So you are running programs from python now. Perhaps you want to check that a file is readable and executable before trusting it to run? The os module comes to the rescue once again!
import os filename = 'bin/someprogram' if not os.path.exists(filename): print filename, 'does not exist!' raise SystemExit, 2 if not os.access(filename, os.R_OK): print filename, 'is not readable!' raise SystemExit, 3 if not os.access(filename, os.X_OK): print filename, 'is not executable!' raise SystemExit, 4
We would like to know that the file exists. This is determined with os.path.exists. Is the file readable and executable? We can find out with os.access and a couple of constants from the os module, os.R_OK and os.X_OK. We could also test if a file is writeable with os.access. We just use the os.W_OK constant.
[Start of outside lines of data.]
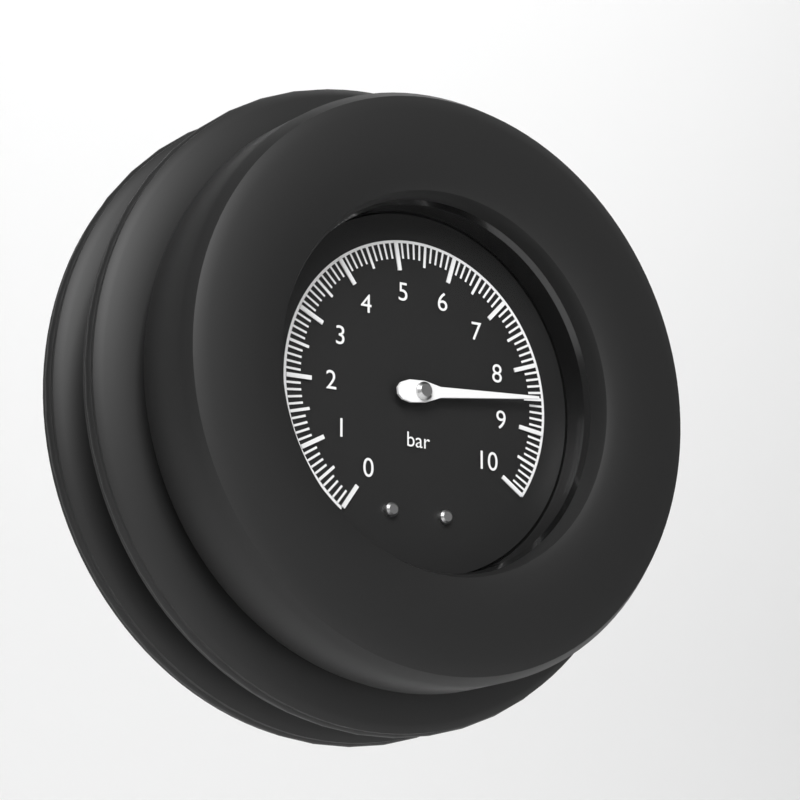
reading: 8.5 bar
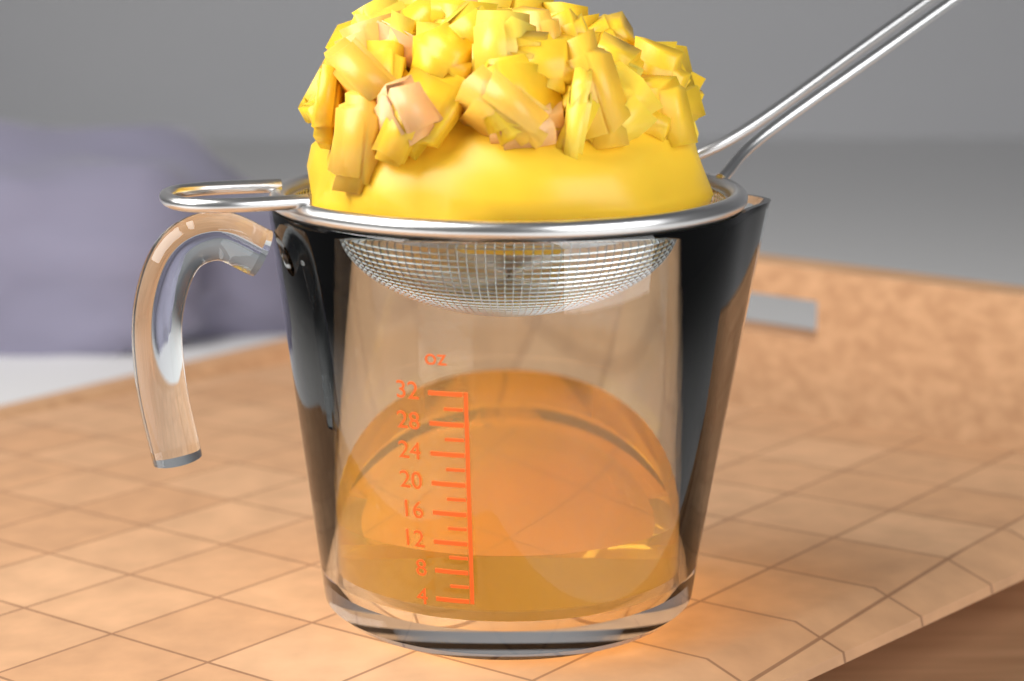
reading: 10 oz
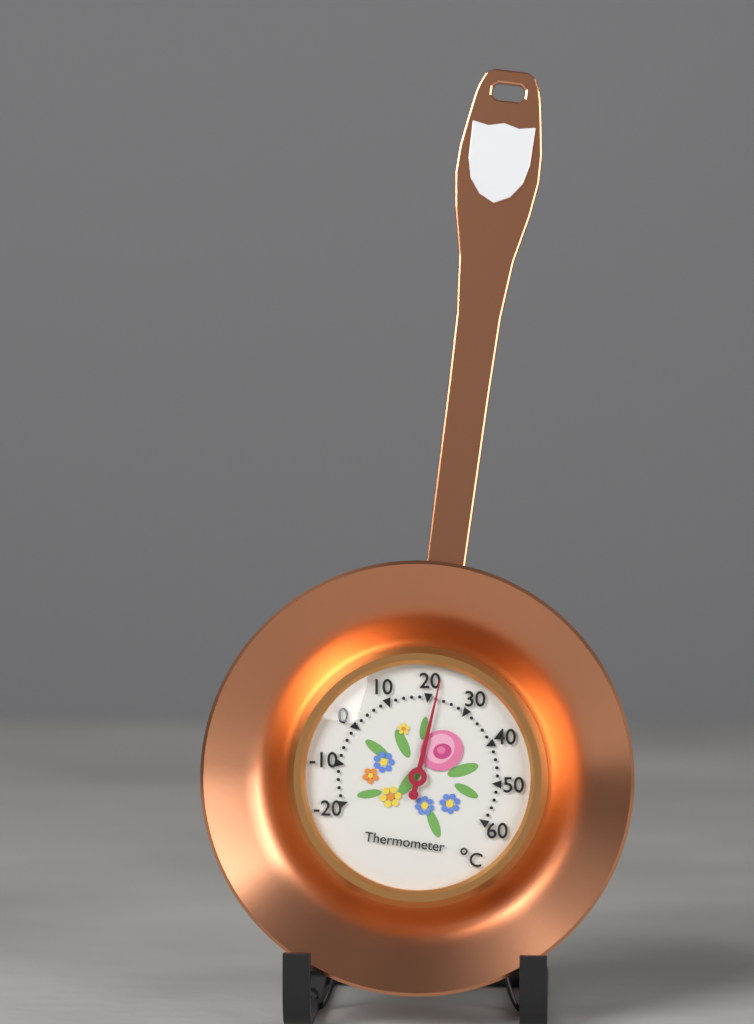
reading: 22 °C
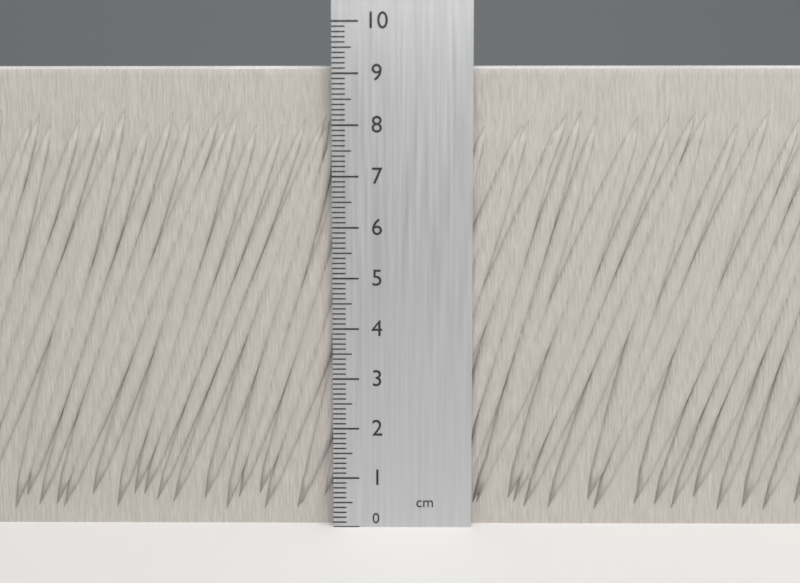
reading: 9.2 cm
Simple, yes?
Would you like to know the times of creation, modification, and access? What about file size?
import datetime import os filename = 'somedir/somefile' ctime = datetime.datetime.fromtimestamp(os.path.getctime(filename)) mtime = datetime.datetime.fromtimestamp(os.path.getmtime(filename)) atime = datetime.datetime.fromtimestamp(os.path.getatime(filename)) sizeinbytes = os.path.getsize(filename)
It is pretty straight forward. You might be wondering about why I am using datetime.datetime.fromtimestamp here. The os.path.getXtime functions all spit out POSIX timestamps. In python, it is more useful to have these be python datetimes. The datetime.datetime.fromtimestamp function produces a datetime object from a given timestamp.